Bugs in previous Elite games

Back in the Official Ship Transfer Poll thread, TheNavvie posted this comment:

Instant ship transfers is a game breaking device. Like the worm-hole bug in Elite 2, it makes it totally pointless to put anything more than a 2E FSD in a ship.

Which reminded me of a bug that I'd used for a few time critical missions in a previous version of Elite and wondering if it was the same bug.

The one I remember was after leaving a space station, setting the destination for the hyperspace jump, activating the drive and then auto-docking at the station you just left.

The hyperspace jump would activate and you'd jump to the destination system within docking range at the new station. It was perfect if you had a dangerous mission to an anarchic system, and didn't have a ship spec'd for conflict.


So, was this the worm-hole bug or was that something else?
 
I -think- the docking but was in the original Elite, not Frontier - you'd time your hyperspace jump so the countdown completed just after you docked, and then you were docked in the destination system instead. I abused that one more than once.
 
I took FFE back to the shop (remember when we bought games from shops?) because the graphical glitches when landing on planets made the game unplayable. So I never got to play it :(
 
I took FFE back to the shop (remember when we bought games from shops?) because the graphical glitches when landing on planets made the game unplayable. So I never got to play it :(

The joke at the time was Elite 4 was alpha quality code on David Braben's computer, whereas Elite 3 was alpha quality code on your own...
 
In FE2 and FFE, the flight mechanic was pure Newtonian. Since WWII/Star Wars/Elite-style dogfighting is logically impossible with a purely Newtonian flight mechanic, the NPCs "cheated" - all they needed to do was get close to you and they'd "interdict" you, even if you were travelling at 0.5 lightspeed relative to them just a second earlier, you were now at a dead stop. Ships in FE2/FFE Elite had two main thrusters: Main engine (forwards) and Reverse. These had different acceleration specs; ships always slowed down at much lower accelerations than they sped up. This allowed the NPCs to always catch you, since you "had to" slow down to reach your destination, but they didn't have to slow down to interdict you. Cheaty McCheatface.

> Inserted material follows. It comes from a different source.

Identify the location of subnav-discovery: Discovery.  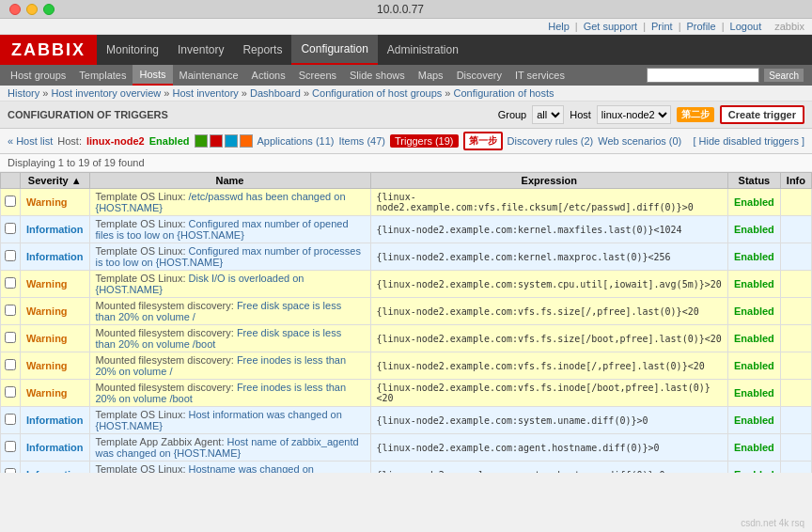
(479, 75).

To avoid all that unnecessary combat, I cheated back, using the Autopilot i a way its designers never intended. I'd simply refuse to slow down.

I'd switch on the autopilot for a few seconds to allow it to align the ship to the destination perfectly, then switch it off again, hold down the main engine accelerate button, and press the time-fast-forward button. In a decent ship (like an Asp), the pirates couldn't come near me in time. All I needed to do to dock safely was switch on the autopilot again just before I zoomed past the planet. Bang, instant stop, hovering over the landing pad. It's as if the station had a huge net to catch me before I slammed into the planet at 2/3 lightspeed.

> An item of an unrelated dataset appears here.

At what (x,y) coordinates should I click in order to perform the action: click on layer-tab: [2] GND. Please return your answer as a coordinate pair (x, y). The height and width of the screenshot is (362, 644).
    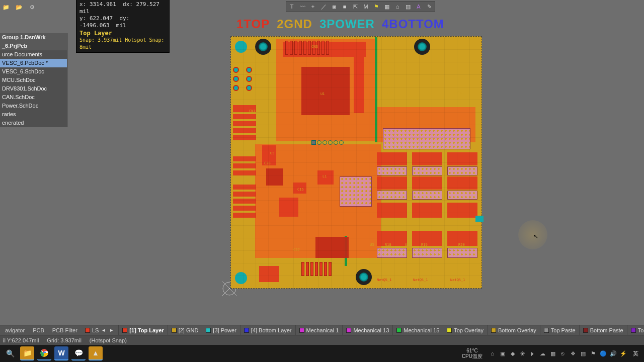
    Looking at the image, I should click on (185, 330).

As for other bugs, FFE was notorious for them. The one I always found frustrating was the Phantom Alliance System bug, where a system would show on the starmap as being full of stations, outposts, colonies etc, then you'd jump there and nothing. Gone. Empty system. Occasionally, the opposite would happen too, and you'd jump into a system that was "supposed to be" empty, only to find it teeming with people. It seems to have been a side-effect of the crude and nasty grafting of the Alliance onto the old FE2 starmap. You could, with a little practice, cause an empty system to spontaneously fill up with people, on demand. A rather handy trick if your hyperdrive needed servicing and you were thousands of LY away from the bubble.